I did once hear that Roseanne was so popular because it reminded people of themselves, and that surprised me. I liked Roseanne best because, as an upper-middle-class homeschooled kid, the lives of the Connors were completely alien to me, and I thought that was fascinating. I mean, it’s certainly possible to have a more alien-to-me life than they did–hell, I’m pretty sure you have one yourself, Alison–but people more foreign than them are generally portrayed as foreign, as people who are interestingly strange rather than interestingly identifiable-with. Roseanne portrayed itself as normal, as a story made by and for an alternate universe where people actually lived like that, and that was why it appealed to me.

It may be worth noting that IME, homeschooled minors generally do not date. Teen relationship drama pings as foreign to me, because…look, one time I heard through the grapevine that some sixteen-year-old in the community was dating someone, and the reason that got passed through the grapevine was because it was unusual for a sixteen-year-old to be dating at all. Another time, we got this one age ~14-15 kid who’d started out in public school and only recently switched to homeschooling. Apparently he flirted with the other kids around his age, most of whom didn’t notice and the remainder were weirded out. I honestly don’t know whether he flirted with me or not; I was in the oblivious majority, and I only know this was happening because I heard the parents talking about it.

Bear in mind, this was all among secular homeschoolers.

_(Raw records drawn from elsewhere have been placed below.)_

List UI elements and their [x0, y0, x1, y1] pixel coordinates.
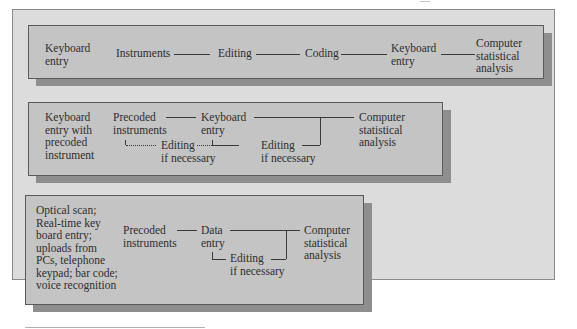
- connector: [441, 54, 475, 55]
- connector: [174, 54, 210, 55]
- connector: [254, 117, 354, 118]
- text-line: instruments: [123, 237, 177, 250]
- row1-keyboard-entry: Keyboard entry: [391, 42, 436, 67]
- dotted-connector: [197, 145, 212, 146]
- text-line: entry: [201, 124, 246, 137]
- text-line: Computer: [304, 224, 350, 237]
- row2-box: Keyboard entry with precoded instrument …: [28, 102, 443, 176]
- text-line: voice recognition: [36, 279, 118, 292]
- connector: [256, 54, 300, 55]
- text-line: entry with: [45, 124, 94, 137]
- connector: [341, 54, 387, 55]
- connector: [177, 230, 197, 231]
- row2-editing-1: Editing if necessary: [161, 139, 216, 164]
- connector: [320, 117, 321, 145]
- connector: [212, 252, 213, 259]
- row1-editing: Editing: [218, 47, 252, 60]
- row1-method: Keyboard entry: [45, 42, 90, 67]
- decorative-mark: [420, 1, 430, 2]
- row1-box: Keyboard entry Instruments Editing Codin…: [28, 25, 544, 79]
- row3-editing: Editing if necessary: [230, 252, 285, 277]
- row1-coding: Coding: [305, 47, 339, 60]
- text-line: Optical scan;: [36, 204, 118, 217]
- row3-analysis: Computer statistical analysis: [304, 224, 350, 262]
- text-line: Keyboard: [45, 111, 94, 124]
- text-line: instrument: [45, 149, 94, 162]
- text-line: entry: [391, 55, 436, 68]
- connector: [166, 117, 196, 118]
- text-line: Precoded: [123, 224, 177, 237]
- text-line: statistical: [304, 237, 350, 250]
- row2-keyboard-entry: Keyboard entry: [201, 111, 246, 136]
- text-line: instruments: [113, 124, 167, 137]
- connector: [212, 145, 239, 146]
- text-line: entry: [45, 55, 90, 68]
- connector: [286, 230, 287, 259]
- text-line: statistical: [359, 124, 405, 137]
- row1-analysis: Computer statistical analysis: [476, 37, 522, 75]
- text-line: uploads from: [36, 242, 118, 255]
- text-line: analysis: [359, 136, 405, 149]
- text-line: PCs, telephone: [36, 254, 118, 267]
- row3-box: Optical scan; Real-time key board entry;…: [25, 195, 364, 305]
- text-line: Data: [201, 224, 225, 237]
- text-line: analysis: [476, 62, 522, 75]
- text-line: keypad; bar code;: [36, 267, 118, 280]
- text-line: precoded: [45, 136, 94, 149]
- text-line: Computer: [359, 111, 405, 124]
- text-line: board entry;: [36, 229, 118, 242]
- text-line: statistical: [476, 50, 522, 63]
- text-line: Keyboard: [201, 111, 246, 124]
- text-line: if necessary: [230, 265, 285, 278]
- text-line: if necessary: [261, 152, 316, 165]
- connector: [212, 259, 226, 260]
- row3-precoded-instruments: Precoded instruments: [123, 224, 177, 249]
- row2-editing-2: Editing if necessary: [261, 139, 316, 164]
- row3-data-entry: Data entry: [201, 224, 225, 249]
- connector: [230, 230, 300, 231]
- text-line: Computer: [476, 37, 522, 50]
- text-line: analysis: [304, 249, 350, 262]
- row2-method: Keyboard entry with precoded instrument: [45, 111, 94, 161]
- dotted-connector: [126, 145, 156, 146]
- text-line: entry: [201, 237, 225, 250]
- row2-analysis: Computer statistical analysis: [359, 111, 405, 149]
- text-line: Keyboard: [45, 42, 90, 55]
- row1-instruments: Instruments: [116, 47, 170, 60]
- text-line: Precoded: [113, 111, 167, 124]
- connector: [271, 259, 286, 260]
- row3-method: Optical scan; Real-time key board entry;…: [36, 204, 118, 292]
- divider: [25, 327, 205, 328]
- text-line: if necessary: [161, 152, 216, 165]
- row2-precoded-instruments: Precoded instruments: [113, 111, 167, 136]
- text-line: Real-time key: [36, 217, 118, 230]
- text-line: Keyboard: [391, 42, 436, 55]
- connector: [302, 145, 320, 146]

Mind you, even with the cautionary tales it’s very common for kids to switch to public school later on, especially at the middle-school/high-school transition, and the kids who do this tend to be more otherwise-normal than the kids who don’t. The weirdness level of homeschooled kids thus becomes more concentrated the older they get; in particular, groups of homeschooled teens are frequently upwards of 50% autistic. There are confounding factors and probably complicated feedback loops when it comes to which differences in homeschooling culture are actually cultural.